To study this [2023] [pdf], we have developed a brain-machine interface (BMI) consisting of a real-time processor of large-scale extracellular recordings combined with an immersive virtual reality (VR) system. This enables us to train rodents to volitionally activate specific hippocampal firing patterns representing remote places. Such activation is a fundamental building block of recall and imagination, and thus we can investigate the underlying mechanisms using the large toolkit available for rodent neuroscience.
In addition, these real-time methods enable precise perturbations of brain activity in a range of other experiments.
Recall & Imagination
The structure of memory representations
A computer stores memories in certain places and according to a particular set of rules. How are memories of places we’ve visited, events we’ve experienced, and other forms of information represented and stored in the brain?
We have used a range of methods - intracellular recording in freely moving animals [2011, 2012] and animals in VR [2017], extracellular recording in freely moving animals [2014], and 2-photon calcium imaging in VR [2020, 2021] - to study the formation and structure of hippocampal memories of space. We discovered a simple mathematical expression that statistically describes how the hippocampus represents spatial environments under a wide range of conditions [2014, 2020].
Memory representations
Brain-wide activity underlying complex cognitive tasks
One of the most useful and impressive features of our brains is the ability to acquire knowledge of novel domains that contain their own rules (e.g. how to use an app, play a game, think about a new subject, perform a new job) and apply what we’ve learned to achieve a variety of goals. The prefrontal cortex, acting in concert with other brain areas, is central to this ability. What enables an animal to perform a particular task?

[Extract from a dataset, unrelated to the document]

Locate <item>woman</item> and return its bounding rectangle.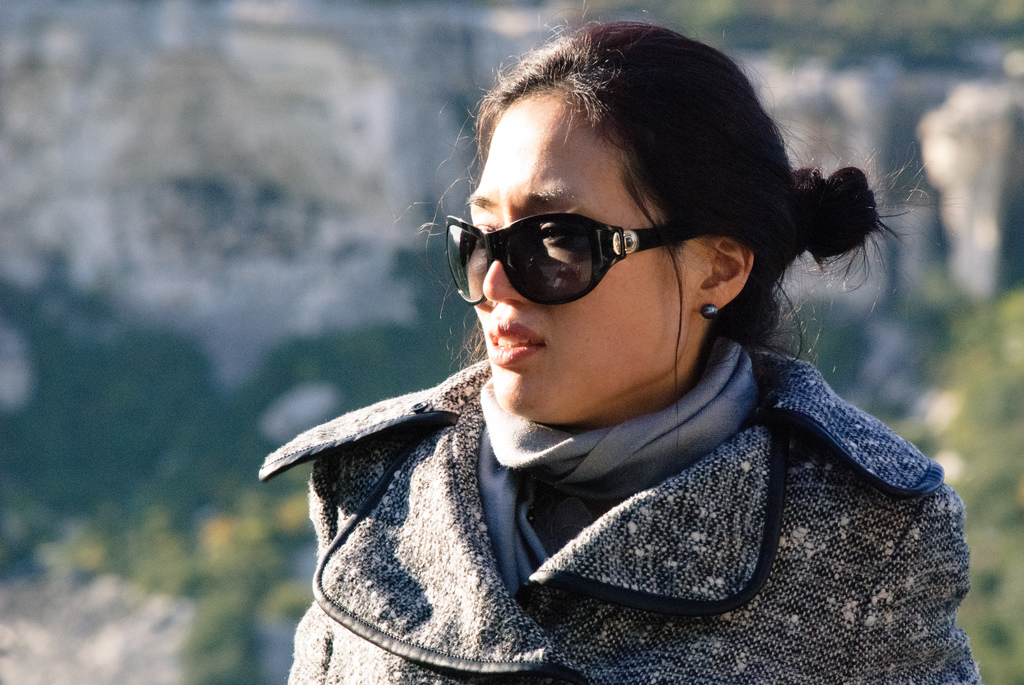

We study prefrontal circuits and function in animals performing a variety of cognitive tasks [2018, 2020]. In one study, we are recording extracellularly brain-wide using Neuropixels probes in animals switching between performing different tasks, each with their own rules. By analyzing the differences in the activity of prefrontal cortex and other brain areas across tasks, we can screen for neural activity that is specific to knowledge and performance of an individual task.
Brain-wide cognitve
Developing new methods
We are part of the consortium developing Neuropixels extracellular recording technology [2017, 2021], with the ultimate goal of simultaneous, brain-wide recording in behaving animals. This should be of great value for investigating the distributed neural computations underlying a wide range of cognitive processes and phenomena.
We and our collaborators are also developing technology for fast, real-time processing of large-scale neural data to enable novel brain-machine interfaces for studying cognition [2023] and translational applications.
Previously, we and our collaborators developed the first method to perform intracellular recordings in freely moving animals [2006, 2009, 2011, 2012, 2014].
New methods
Human neuroscience
We are ultimately interested in human memory and cognitive processing in both health and disease (e.g. Alzheimer’s). Therefore, in addition to our work on rodent models of human memory and cognition, we plan to study human neuroscience through collaborations with neurologists, neurosurgeons, neuropsychologists and cognitive scientists, and others.